Min Lyon – On May 7th, Myanmar Peace Monitor—a project led by Burma News international (BNI)— launched its latest report, “Deciphering Myanmar’s Peace Process: A Reference Guide 2014,” at a press conference at the Foreign Correspondents Club of Thailand (FCCT). The report is a follow-up to the first volume of BNI’s “Deciphering Myanmar’s Peace Process,” a widely-used resource for individuals seeking information about Burma’s peace process.
According to Ko Sai Lek, the coordinator of BNI’s Myanmar Peace Monitor, the press conference was designed to raise awareness among journalists, international organizations, and members of the public about Burma’s peace process. The conference discussed the role of various actors involved in the peace process, including armed ethnic groups, refugees, and Myanmar’s quasi-civilian government.
Ko Sai Lek said: “the benefit we got [from this launch] is that the attendees, who included international embassies’ officials and journalists, got to hear what happened at the peace talks and the political talks and what issues were discussed with the ethnic armed groups.
Another speaker at the press conference was U Kun Sai, managing director of the Union Institute and founder of the Shan Herald Agency for News (SHAN), noted that “The conference covered the peace talks; including the peace talks in areas where fighting is ongoing, conflicts in Rakhine State, religious conflicts, and the bomb explosions that have occurred in several Yangon townships.”
About 30 people attended the launch of this year’s “Deciphering Myanmar’s Peace Process.” The attendees included foreign embassy officials, senior journalists, and members of international organizations.
U Kun Sai said that not as many journalists as expected attended the event because it occurred on the same day that Thai Prime Minister Yingluck Shinawatra was removed from office by Thailand’s Constitutional Court.
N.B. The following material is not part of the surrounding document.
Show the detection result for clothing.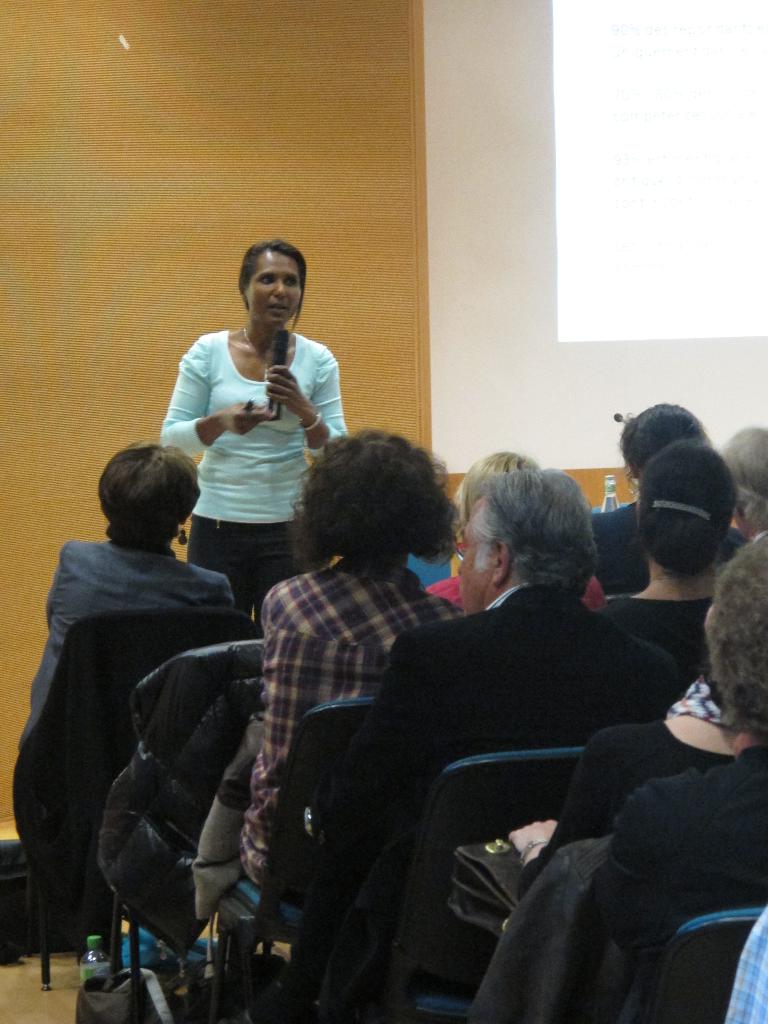
{"x1": 3, "y1": 523, "x2": 244, "y2": 783}.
BNI’s previous report relating to the peace process was launched in September 2013 at the Myanmar Journalists Network office in Rangoon. Entitled “Economics of Peace and Conflict,” that report covers the period from 2011—when President Thein Sein took office and initiated peace talks with various armed ethnic groups—until mid-2012, and it focuses on how ongoing investment projects in Myanmar have affected the peace process.